(Measuring device readout data)
-=-=-

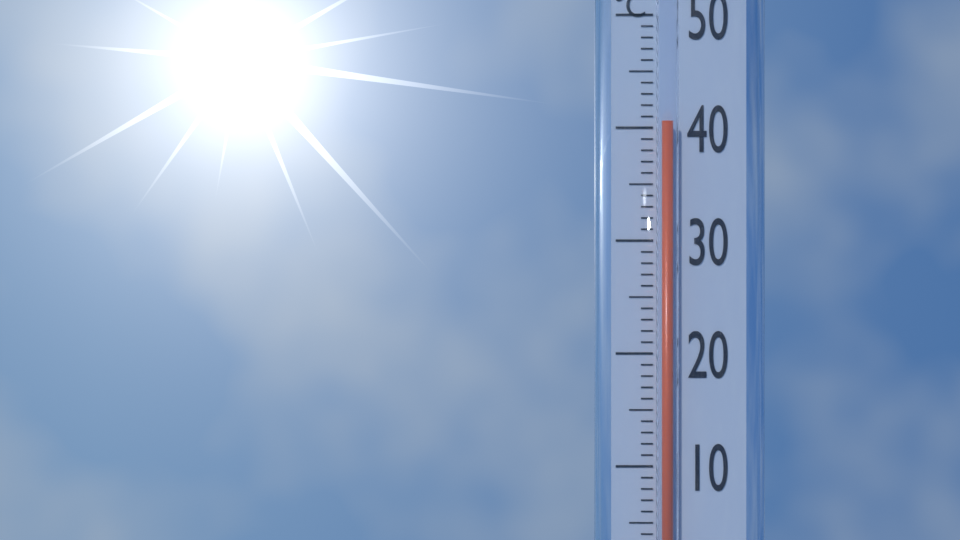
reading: 40.5 °C
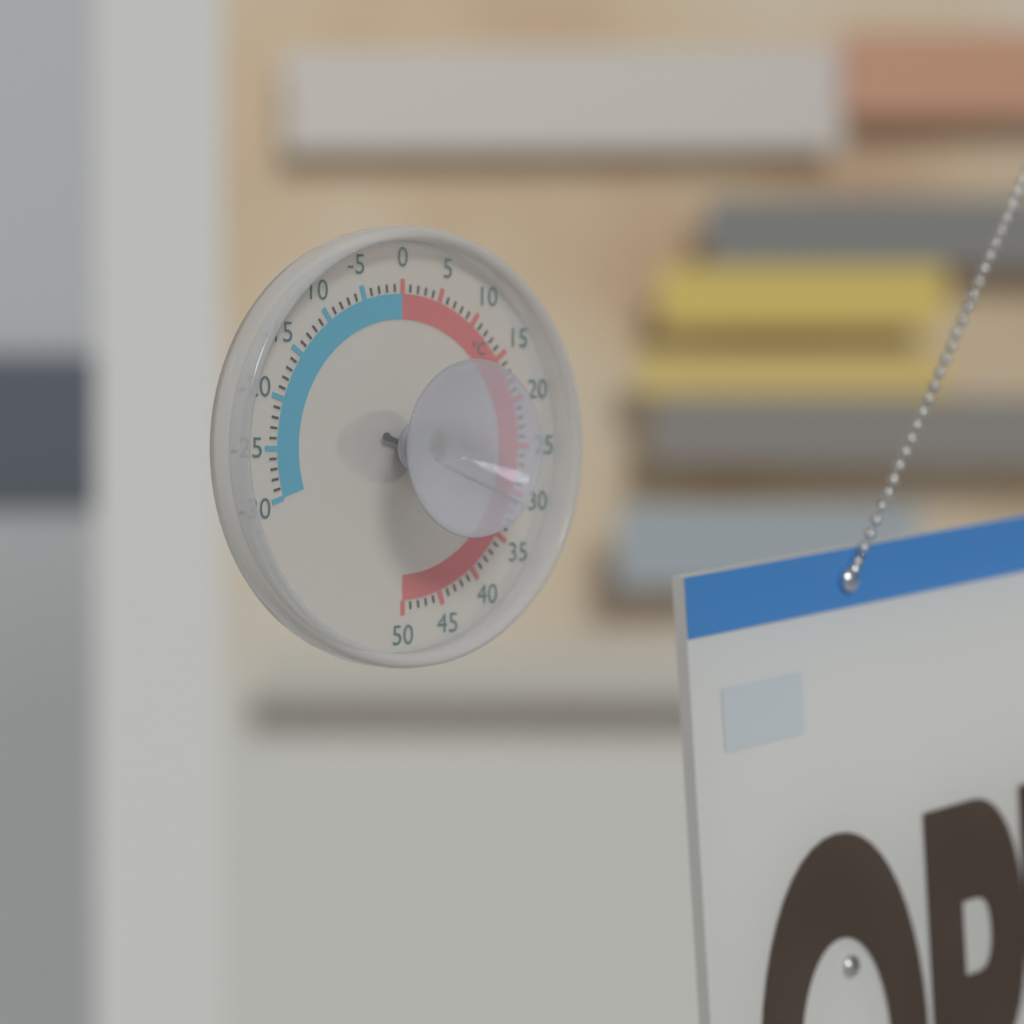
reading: 31 °C
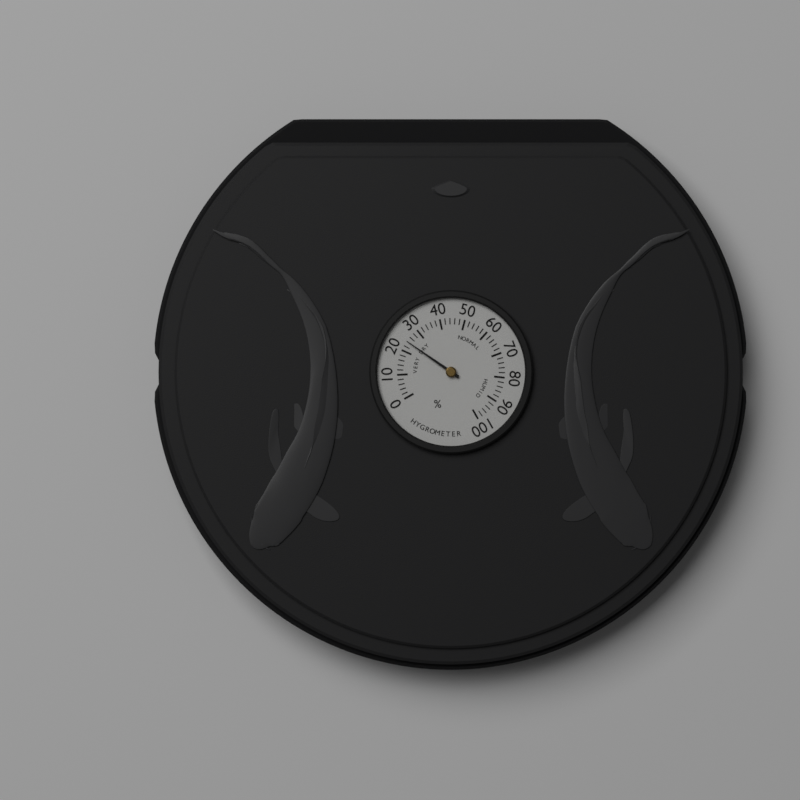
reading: 24 %
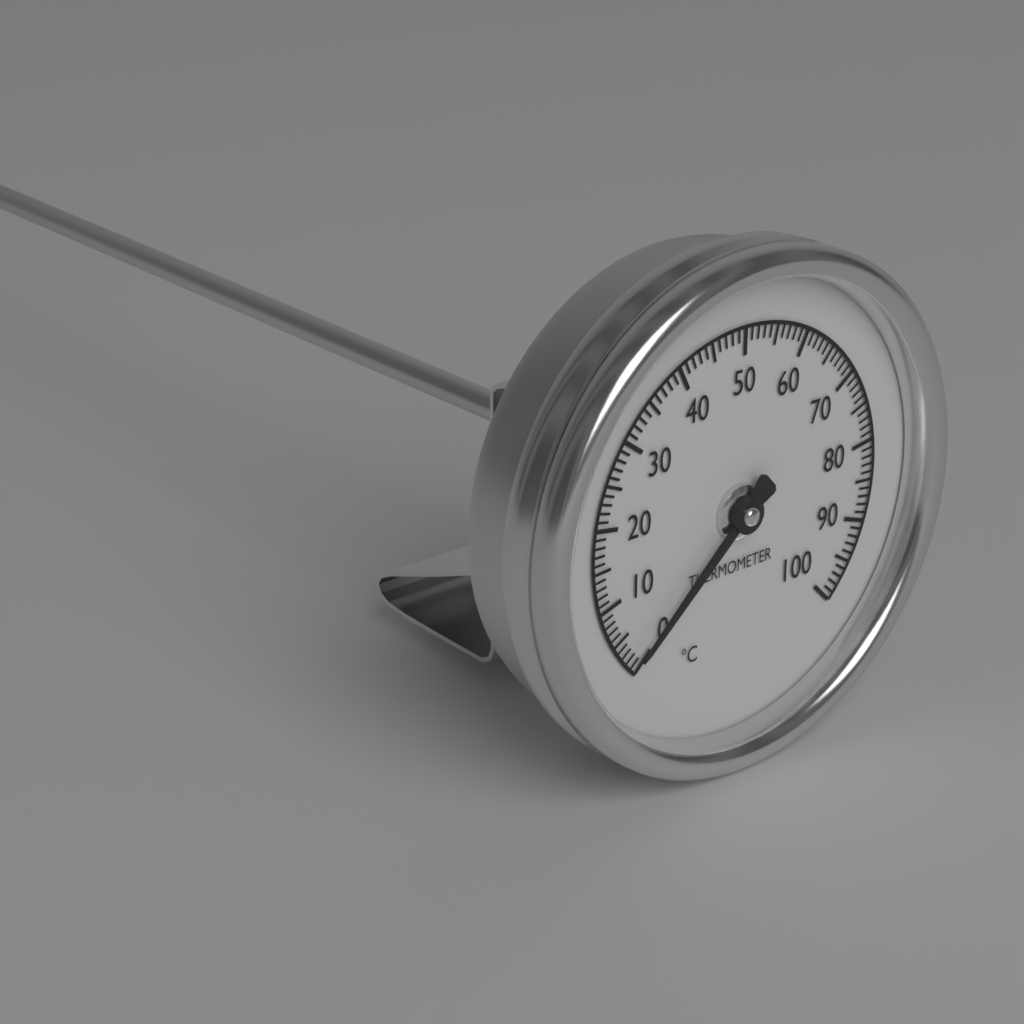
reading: 1 °C
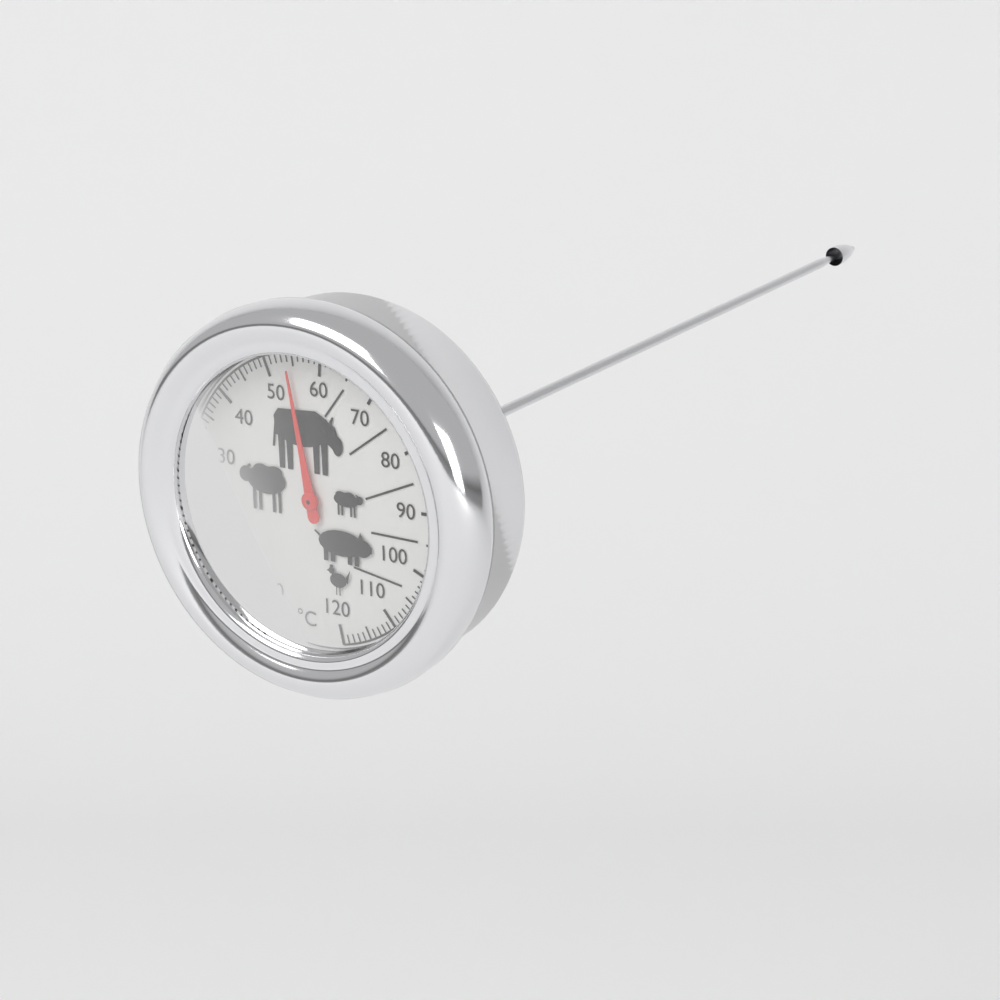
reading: 54 °C
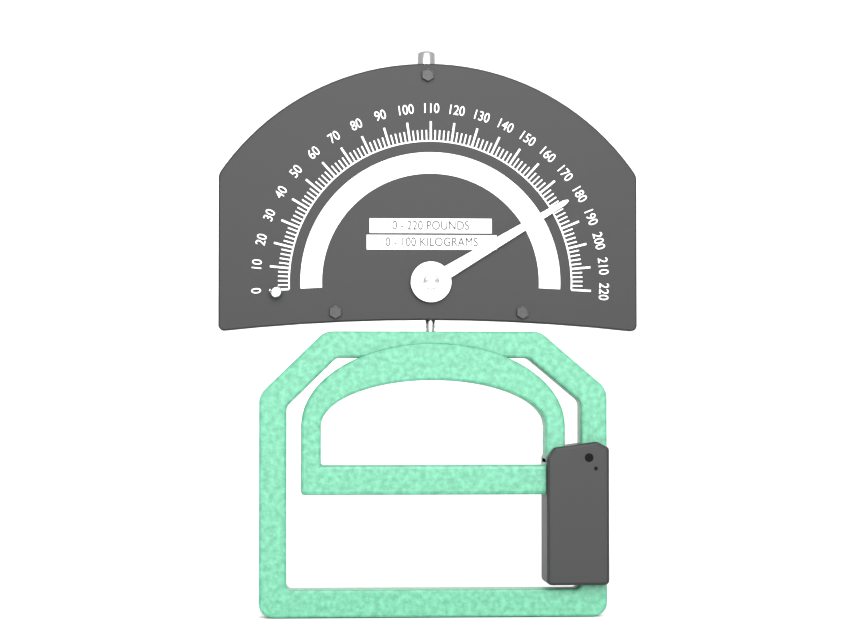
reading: 180 lb
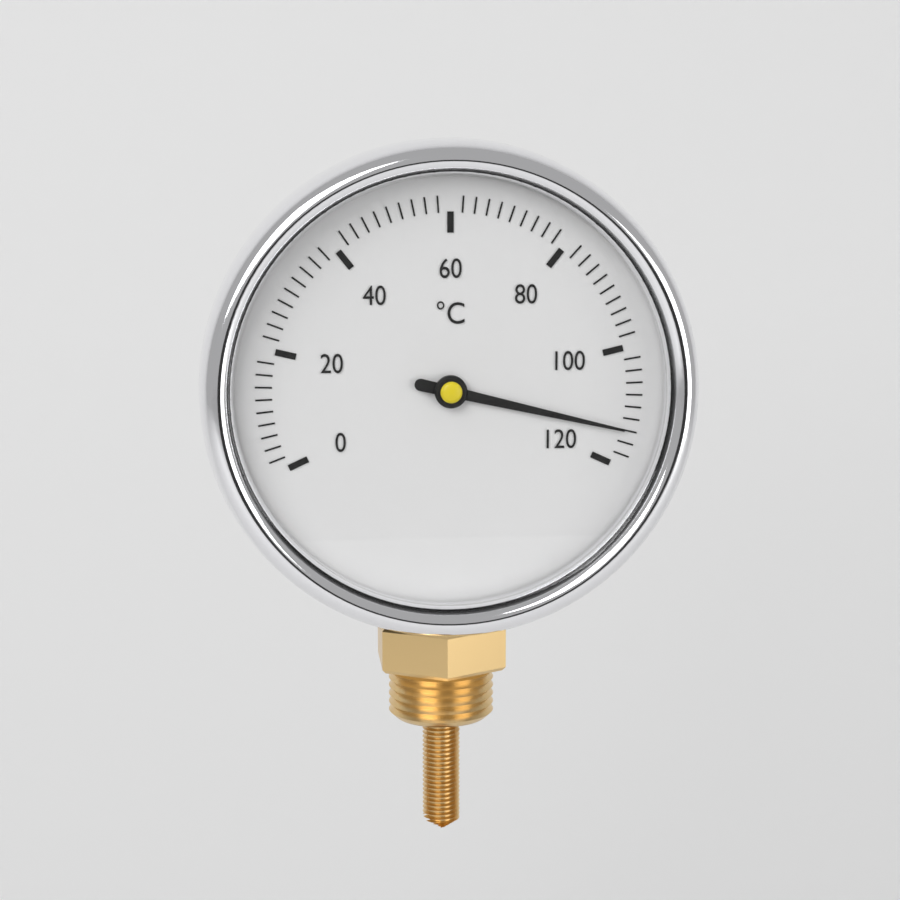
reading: 114 °C
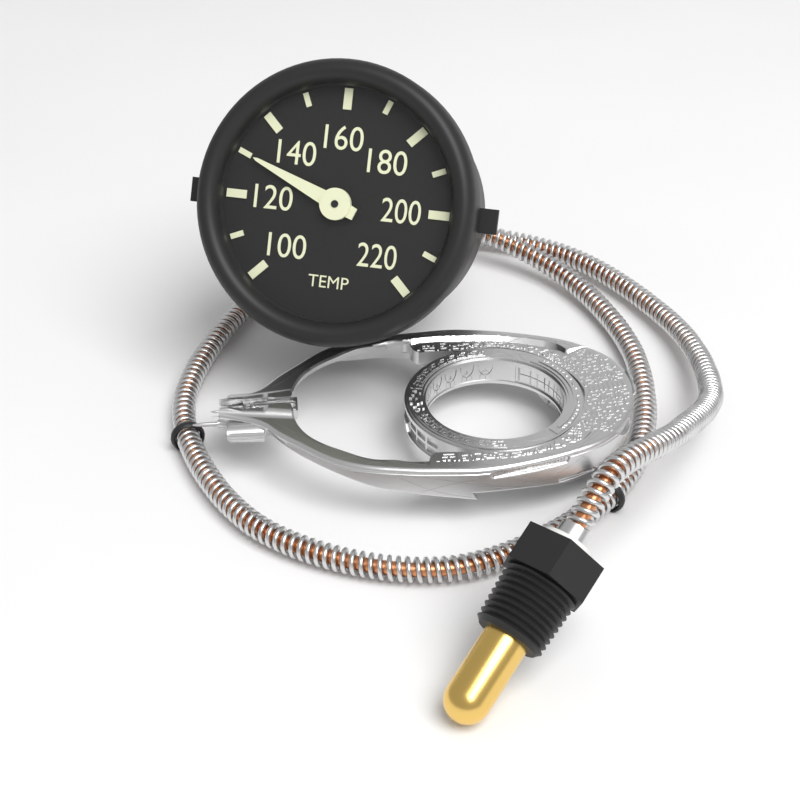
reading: 130 (no unit)
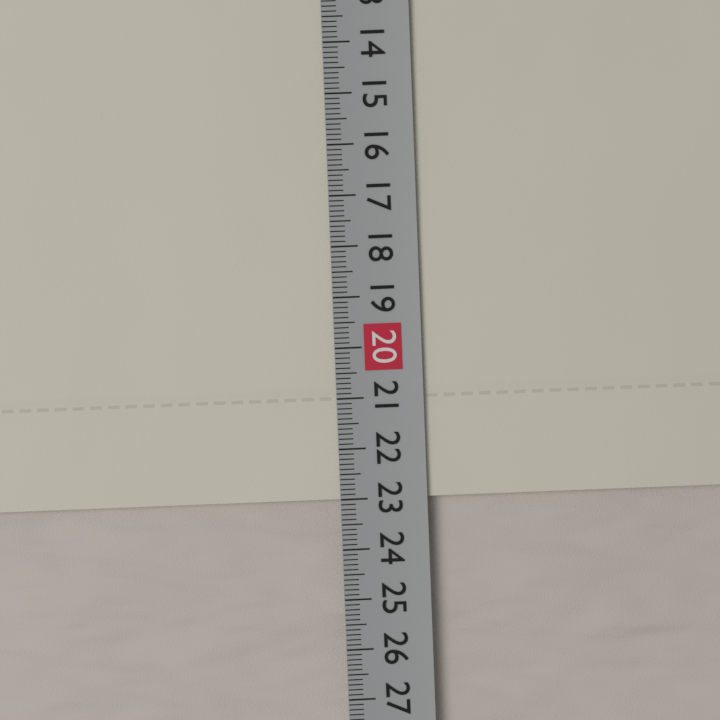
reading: 23.0 cm
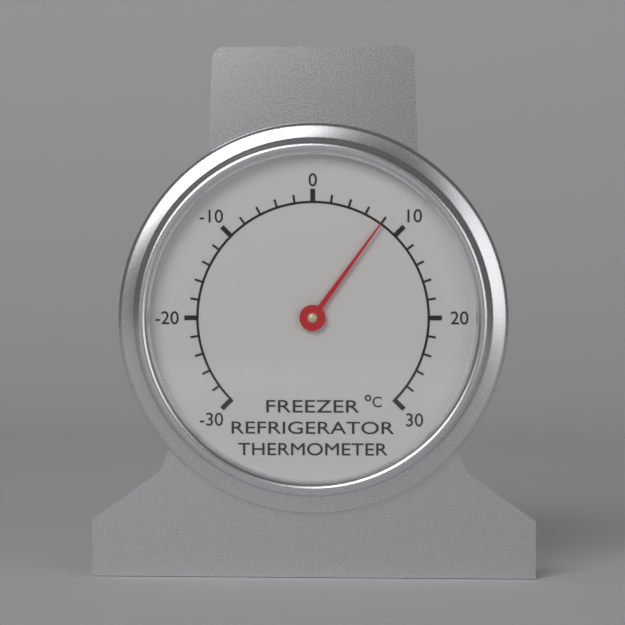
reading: 8 °C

-=-=-

*ABOUT THIS TASK*
Wherever a picture appears, omit it; copy the rest of the data exactly.

*ANSWER*
reading: 40.5 °C
reading: 31 °C
reading: 24 %
reading: 1 °C
reading: 54 °C
reading: 180 lb
reading: 114 °C
reading: 130 (no unit)
reading: 23.0 cm
reading: 8 °C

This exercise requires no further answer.